Published on June 7, 2016 by Sean Flynt  
Anders Lecture
Fulbright Scholar Anders Holm discusses N.S.F. Grundtvig

Danish Fulbright Scholar Anders Holm ended his year at Samford University with a June 6 lecture on the prolific and influential 18th- and 19th-century scholar Nicolai Frederik Severin Grundtvig.

Holm, an accomplished scholar of culture, literature, and church and intellectual history, serves on the faculty of theology at the University of Copenhagen and coedits Grundtvig-Studier: An International Journal for the Study of Nicolai Frederik Severin Grundtvig (1783–1872) with Samford English department chair Brad Busbee.

In his last lecture at Samford before traveling in the U.S. and returning to Denmark, Holm introduced his audience to the man who has 25,000 published pages to his credit, many times that in unpublished work, and surprising influence throughout the world.

Born in a conservative Lutheran community during the enlightenment, Grundtvig changed his views and values as often as he changed careers.

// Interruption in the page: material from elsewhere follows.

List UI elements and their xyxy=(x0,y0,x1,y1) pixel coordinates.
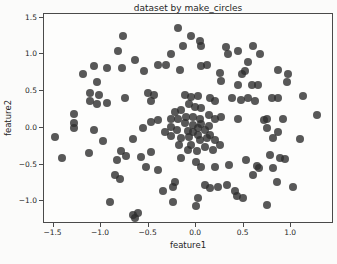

He was, at various times, a pastor, poet, hymn writer, historian, educator, politician and constitutional father of his modern country. “I can think of no other person anywhere who has influenced a country the way that Grundtvig has influenced Denmark,” Holm said. “Maybe if you took the best of people like George Washington, Ralph Waldo Emerson, Benjamin Franklin and Martin Luther King Jr. in the U.S., Grundtvig is, in Denmark, all that combined, and even more than that.”

Grundtvig’s thoughts on education are his greatest legacy elsewhere in the world, Holm said. He conceived of folk schools that would provide a common foundation of understanding, rooted in folk culture, to prepare children and adults to participate fully in the political and cultural life of their nation. “The characteristic feature of these schools around the world is that they use Grundtvig’s ideas to empower students to become responsible citizens, both in their communities and in a diverse and changing world,” Holm said.

This influence was emphasized in May, when U.S. President Barack Obama drew a straight line from Grundtvig to his presidency. In a toast at a Nordic state dinner, Obama noted that the Highlander Folk School of Grundy, Tennessee, was created by Myles Horton in the 1930s after Horton’s tour of Danish folk schools. In the 1950s, the school hosted key leaders of the American Civil Rights Movement, including Ralph Abernathy, Ella Baker, Martin Luther King Jr., John Lewis, Rosa Parks and the artist Pete Seeger, who combined American musical traditions with activism in a way that reflects Grundtvig’s passion for music, folk traditions and informed political participation. All helped create a society in which Obama could become president.

Holm said Grundvig called his pedagogical approach “the school for life.”

“Such a way of thinking is always needed, be it at Samford or Copenhagen University or wherever we work with education,” Holm said. “In the schools for life, you don’t just learn specific competence such as Latin, math, organizing business or managing a new computer program. No, in these schools, the idea is that you learn to deal with the fundamental questions we meet in society and the questions we encounter throughout our lives, nothing less than the questions that rise from our human existence.”

 
Samford is a leading Christian university offering undergraduate programs grounded in the liberal arts with an array of nationally recognized graduate and professional schools. Founded in 1841, Samford is the 87th-oldest institution of higher learning in the United States. Samford enrolls 5,791 students from 49 states, Puerto Rico and 16 countries in its 10 academic schools: arts, arts and sciences, business, divinity, education, health professions, law, nursing, pharmacy and public health. Samford fields 17 athletic teams that compete in the tradition-rich Southern Conference and ranks 6th nationally for its Graduation Success Rate among all NCAA Division I schools.